François Vogel, portrait from the Entro_py series
Image provided by the artist
Reclaiming Glitch as a Living Gesture
In a digital landscape saturated with prepackaged effects and automated distortions, François Vogel’s Entro_py emerges as a radical testament to the possibilities of glitch as a sculptural, performative act. Through a unique convergence of physical choreography and custom-built digital tools, Vogel transforms the perception of time and space into a dynamic field of elastic vision.

Still from time and space jump, part of the Entro_py series by François Vogel
Collapsing Linear Vision through Performance
Entro_py comprises twenty short video works that investigate the instability of perceptual systems. Each piece is a site of elastic transformation, where Vogel’s body and the camera’s perspective fuse to expose the structural vulnerability of linear vision. Rather than applying filters in post-production, Vogel performs within and against the environment itself. His gestures become the flexible axis around which architecture, landscape, and time bend, constructing an entropic action in which the body, camera, and editing timeline synchronize as a single living system.
Introducing his own words, Vogel describes his process as a form of temporal sculpture:
“This tool lets me carve slices of space-time out of a virtual space-time cube. It might sound obscure, but that’s exactly what’s happening. The cube that appears in the Maya software acts like a flipbook: its front face is the image, and its depth represents time. I model and animate a polygonal plane in Maya that cuts through this cube and extracts a video sequence.”
This approach makes editing an act of three-dimensional sculpting, where time becomes a malleable material. Vogel’s movements and modeling converge into visual architectures that collapse linear narratives, creating elastic, shifting perspectives that challenge traditional understandings of performance and video art.
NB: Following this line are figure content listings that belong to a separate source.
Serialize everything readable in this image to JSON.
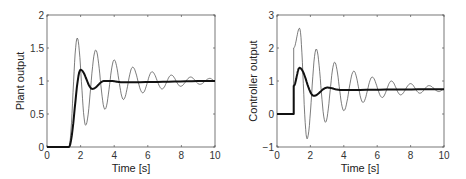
{
  "chart_data": [
    {
      "type": "line",
      "title": "",
      "xlabel": "Time [s]",
      "ylabel": "Plant output",
      "xlim": [
        0,
        10
      ],
      "ylim": [
        0,
        2
      ],
      "xticks": [
        "0",
        "2",
        "4",
        "6",
        "8",
        "10"
      ],
      "yticks": [
        "0",
        "0.5",
        "1",
        "1.5",
        "2"
      ],
      "grid": false,
      "legend": null,
      "series": [
        {
          "name": "thin (oscillatory response)",
          "style": "thin",
          "x": [
            0,
            1.3,
            1.8,
            2.3,
            2.9,
            3.45,
            4.0,
            4.55,
            5.1,
            5.7,
            6.25,
            6.85,
            7.4,
            7.95,
            8.55,
            9.1,
            9.7,
            10
          ],
          "y": [
            0,
            0,
            1.65,
            0.33,
            1.47,
            0.57,
            1.32,
            0.72,
            1.21,
            0.82,
            1.14,
            0.88,
            1.09,
            0.92,
            1.06,
            0.95,
            1.04,
            1.0
          ]
        },
        {
          "name": "thick (well-damped response)",
          "style": "thick",
          "x": [
            0,
            1.3,
            2.0,
            2.7,
            3.4,
            3.8,
            4.5,
            10
          ],
          "y": [
            0,
            0,
            1.17,
            0.88,
            1.0,
            1.0,
            0.98,
            1.0
          ]
        }
      ]
    },
    {
      "type": "line",
      "title": "",
      "xlabel": "Time [s]",
      "ylabel": "Controller output",
      "xlim": [
        0,
        10
      ],
      "ylim": [
        -1,
        3
      ],
      "xticks": [
        "0",
        "2",
        "4",
        "6",
        "8",
        "10"
      ],
      "yticks": [
        "-1",
        "0",
        "1",
        "2",
        "3"
      ],
      "grid": false,
      "legend": null,
      "series": [
        {
          "name": "thin (oscillatory control)",
          "style": "thin",
          "x": [
            0,
            1.0,
            1.0,
            1.35,
            1.8,
            2.35,
            2.9,
            3.45,
            4.0,
            4.6,
            5.15,
            5.7,
            6.3,
            6.85,
            7.4,
            8.0,
            8.55,
            9.1,
            9.7,
            10
          ],
          "y": [
            0,
            0,
            2.0,
            2.6,
            -0.75,
            1.97,
            -0.25,
            1.57,
            0.1,
            1.3,
            0.35,
            1.12,
            0.5,
            1.0,
            0.58,
            0.92,
            0.63,
            0.86,
            0.68,
            0.75
          ]
        },
        {
          "name": "thick (well-damped control)",
          "style": "thick",
          "x": [
            0,
            1.0,
            1.0,
            1.35,
            2.2,
            3.0,
            3.8,
            10
          ],
          "y": [
            0,
            0,
            0.85,
            1.4,
            0.55,
            0.8,
            0.73,
            0.75
          ]
        }
      ]
    }
  ],
  "plots": [
    {
      "ylabel": "Plant output",
      "xlabel": "Time [s]"
    },
    {
      "ylabel": "Controller output",
      "xlabel": "Time [s]"
    }
  ]
}
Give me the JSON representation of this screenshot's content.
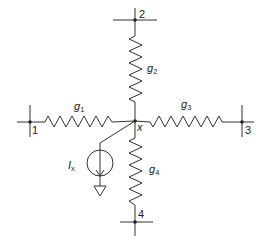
{
  "diagram": {
    "type": "circuit",
    "central_node": {
      "label": "x"
    },
    "nodes": [
      {
        "id": "1",
        "label": "1"
      },
      {
        "id": "2",
        "label": "2"
      },
      {
        "id": "3",
        "label": "3"
      },
      {
        "id": "4",
        "label": "4"
      }
    ],
    "conductances": [
      {
        "label": "g",
        "sub": "1",
        "from": "1",
        "to": "x"
      },
      {
        "label": "g",
        "sub": "2",
        "from": "2",
        "to": "x"
      },
      {
        "label": "g",
        "sub": "3",
        "from": "x",
        "to": "3"
      },
      {
        "label": "g",
        "sub": "4",
        "from": "x",
        "to": "4"
      }
    ],
    "current_source": {
      "label": "I",
      "sub": "x",
      "from": "x",
      "to": "ground",
      "direction": "down"
    },
    "colors": {
      "line": "#333333",
      "background": "#ffffff"
    }
  }
}
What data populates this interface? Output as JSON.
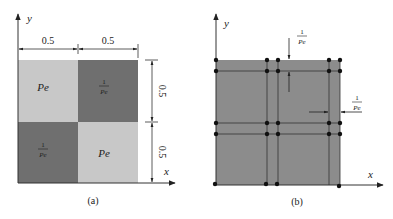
{
  "figure_a": {
    "caption": "(a)",
    "axis_x": "x",
    "axis_y": "y",
    "dim_top_left": "0.5",
    "dim_top_right": "0.5",
    "dim_right_top": "0.5",
    "dim_right_bottom": "0.5",
    "cells": [
      {
        "pos": "top-left",
        "label": "Pe",
        "shade": "light"
      },
      {
        "pos": "top-right",
        "label": "1/Pe",
        "num": "1",
        "den": "Pe",
        "shade": "dark"
      },
      {
        "pos": "bottom-left",
        "label": "1/Pe",
        "num": "1",
        "den": "Pe",
        "shade": "dark"
      },
      {
        "pos": "bottom-right",
        "label": "Pe",
        "shade": "light"
      }
    ]
  },
  "figure_b": {
    "caption": "(b)",
    "axis_x": "x",
    "axis_y": "y",
    "annot_top": {
      "num": "1",
      "den": "Pe"
    },
    "annot_right": {
      "num": "1",
      "den": "Pe"
    }
  },
  "colors": {
    "light": "#c8c8c8",
    "dark": "#6f6f6f",
    "mesh_fill": "#8c8c8c",
    "line": "#333333",
    "node": "#111111"
  }
}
Still from allonger le pas, part of the Entro_py series by François Vogel
The Tension of Authenticity and the Unreal
Vogel’s videos maintain an artisanal quality that preserves the integrity of the original captured material. His own words express this vividly:
“When viewers watch my videos, they can clearly see that they are digitally manipulated, yet they also sense that nothing extraneous has been added. There are no CGI elements, no characters composited onto green screens. Everything feels true to the original reality captured by the camera—yet at the same time, it is undeniably unreal.”
This paradox invites viewers into a space where reality remains authentic yet becomes profoundly altered. By pushing the boundaries of what is seen, recorded, and perceived, Vogel redefines glitch as a critical tool for expanded performance and elastic vision.

François Vogel, portrait from the Entro_py series
/ gif version
A Threshold: Toward a Living Architecture of Perception
François Vogel’s Entro_py stands among the most conceptually rigorous investigations of glitch as a language of contemporary video art. By activating distortion as a sculptural method and fusing choreography with software precision, Vogel constructs a new architecture of vision. His works challenge the viewer to experience the fragile boundary between presence and transformation, opening a space where perception itself becomes a living, elastic material.
In an era where perception is increasingly mediated by automated systems and algorithmic filters, Vogel’s Entro_py reminds us that distortion is not merely an effect but a mirror of our fragile relationship with time, space, and the shifting architectures of reality itself.